Withering’s Account of the Foxglove

Printed in Birmingham by M. Swinney, 1785

image_withering_foxglove_crop_01

William Withering (1741-1799) was an English botanist, geologist, chemist and physician. In 1776, he published The botanical arrangement of all the vegetables naturally growing in Great Britain, an early and influential British Flora, the first in English based on the then new Linnaean taxonomy. His chief work however, indeed his chief contribution to science, is his An Account of the Foxglove, and some of its medical uses (Birmingham: printed by M. Swinney for G. G. J. & J. Robinson, London, 1785).

Withering, the son of a surgeon, was apprenticed to his father and later trained as a doctor at Edinburgh University. He held the position of Chief Physician at Birmingham General Hospital for thirteen years, and began experimenting with the medicinal properties of digitalis, a practice he had first learned from a folk herbalist in Shropshire.

image_withering_tp

After some nine years of research, Withering published his account on the effects and toxicity of digitalis, documenting numerous cases where he had employed the drug, and describing the best and safest ways of using it.

Withering died in 1799 and is buried at Edgbaston Old Church in Birmingham, where his memorial stone includes carvings of foxgloves. He is remembered as a pioneer of the application of scientific method in medicine, in particular for his research into heart disease.

image_withering_foxglove

The book contains a large folded engraved plate made by the artist James Sowerby (click to enlarge). The Library’s copy of Withering’s Account of the foxglove was presented by the author to one of his teachers, William Cullen, Professor at the Edinburgh Medical School, which at the time was the leading centre of medical education in the English-speaking world.

In addition to An Account of the foxglove the Library has four other works by Withering, including his Botanical arrangement of all the vegetables naturally growing in Great Britain (1776), An arrangement of British plants; : according to the latest improvements of the Linnaean system. To which is prefixed, An easy introduction to the study of botany (1796), An account of the scarlet fever and sore throat, or scarlatina anginosa: particularly as it appeared at Birmingham in the year 1778 (1779), and his Edinburgh University Medical dissertation of 1776 Dissertatio medica inauguralis, de angina gangrænosa.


** EXERCISE DETAILS **
Report each line of the listing below that holds "JSON".
== Segment start ==
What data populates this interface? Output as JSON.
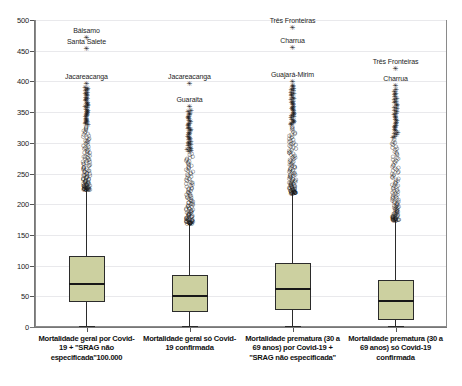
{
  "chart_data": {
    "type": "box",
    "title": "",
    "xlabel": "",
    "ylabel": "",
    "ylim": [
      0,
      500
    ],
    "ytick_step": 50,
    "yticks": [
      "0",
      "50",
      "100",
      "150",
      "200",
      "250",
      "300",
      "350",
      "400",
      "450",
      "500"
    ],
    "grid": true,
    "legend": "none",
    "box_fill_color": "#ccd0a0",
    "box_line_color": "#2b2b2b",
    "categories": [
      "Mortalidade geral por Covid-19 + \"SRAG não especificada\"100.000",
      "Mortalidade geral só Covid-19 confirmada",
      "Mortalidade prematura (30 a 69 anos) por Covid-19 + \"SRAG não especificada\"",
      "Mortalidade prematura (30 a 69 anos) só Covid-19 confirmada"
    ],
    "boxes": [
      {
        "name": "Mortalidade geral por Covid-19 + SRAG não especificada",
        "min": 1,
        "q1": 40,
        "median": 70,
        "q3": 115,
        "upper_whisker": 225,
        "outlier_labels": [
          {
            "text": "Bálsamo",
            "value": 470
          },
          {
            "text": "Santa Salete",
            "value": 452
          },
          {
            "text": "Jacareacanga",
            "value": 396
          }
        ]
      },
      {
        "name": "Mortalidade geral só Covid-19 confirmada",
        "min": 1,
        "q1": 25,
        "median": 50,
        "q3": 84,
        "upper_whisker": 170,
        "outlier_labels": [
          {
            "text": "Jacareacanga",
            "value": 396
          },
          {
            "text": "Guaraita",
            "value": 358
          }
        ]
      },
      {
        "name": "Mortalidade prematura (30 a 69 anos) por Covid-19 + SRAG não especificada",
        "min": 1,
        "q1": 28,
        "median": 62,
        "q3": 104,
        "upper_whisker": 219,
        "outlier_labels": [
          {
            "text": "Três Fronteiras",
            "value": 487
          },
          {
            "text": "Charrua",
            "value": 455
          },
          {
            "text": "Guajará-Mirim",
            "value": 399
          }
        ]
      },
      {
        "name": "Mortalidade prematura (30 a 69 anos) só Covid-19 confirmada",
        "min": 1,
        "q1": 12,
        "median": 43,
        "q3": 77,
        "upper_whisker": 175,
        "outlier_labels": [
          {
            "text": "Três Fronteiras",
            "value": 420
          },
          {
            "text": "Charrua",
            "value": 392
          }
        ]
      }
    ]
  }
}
== Segment end ==
== Segment start ==
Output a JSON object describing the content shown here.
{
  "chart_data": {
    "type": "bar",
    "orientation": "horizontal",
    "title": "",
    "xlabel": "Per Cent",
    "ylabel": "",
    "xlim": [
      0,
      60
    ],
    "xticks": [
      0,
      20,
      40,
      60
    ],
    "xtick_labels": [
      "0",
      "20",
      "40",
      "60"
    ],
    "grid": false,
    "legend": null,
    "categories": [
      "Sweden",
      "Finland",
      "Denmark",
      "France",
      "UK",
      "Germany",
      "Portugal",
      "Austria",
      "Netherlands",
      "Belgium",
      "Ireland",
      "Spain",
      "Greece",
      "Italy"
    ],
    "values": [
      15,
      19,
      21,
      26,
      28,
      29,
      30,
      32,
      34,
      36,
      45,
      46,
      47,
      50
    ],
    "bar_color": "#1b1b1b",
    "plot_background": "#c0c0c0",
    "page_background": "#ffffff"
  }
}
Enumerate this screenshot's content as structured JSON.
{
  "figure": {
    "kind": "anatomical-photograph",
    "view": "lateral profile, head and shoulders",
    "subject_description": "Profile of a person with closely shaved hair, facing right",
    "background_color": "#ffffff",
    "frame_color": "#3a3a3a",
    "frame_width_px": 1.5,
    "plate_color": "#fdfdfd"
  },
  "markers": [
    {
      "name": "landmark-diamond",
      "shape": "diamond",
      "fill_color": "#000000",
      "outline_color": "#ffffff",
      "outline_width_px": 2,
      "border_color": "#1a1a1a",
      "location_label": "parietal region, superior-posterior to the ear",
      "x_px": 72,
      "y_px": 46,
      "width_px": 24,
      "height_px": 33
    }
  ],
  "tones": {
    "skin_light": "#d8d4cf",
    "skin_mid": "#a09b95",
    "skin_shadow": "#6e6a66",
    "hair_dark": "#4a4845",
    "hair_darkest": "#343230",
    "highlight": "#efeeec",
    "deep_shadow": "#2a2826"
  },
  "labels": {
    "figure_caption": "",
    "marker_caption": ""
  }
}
== Segment end ==
** TASK RESULT **
What data populates this interface? Output as JSON.
Output a JSON object describing the content shown here.
Enumerate this screenshot's content as structured JSON.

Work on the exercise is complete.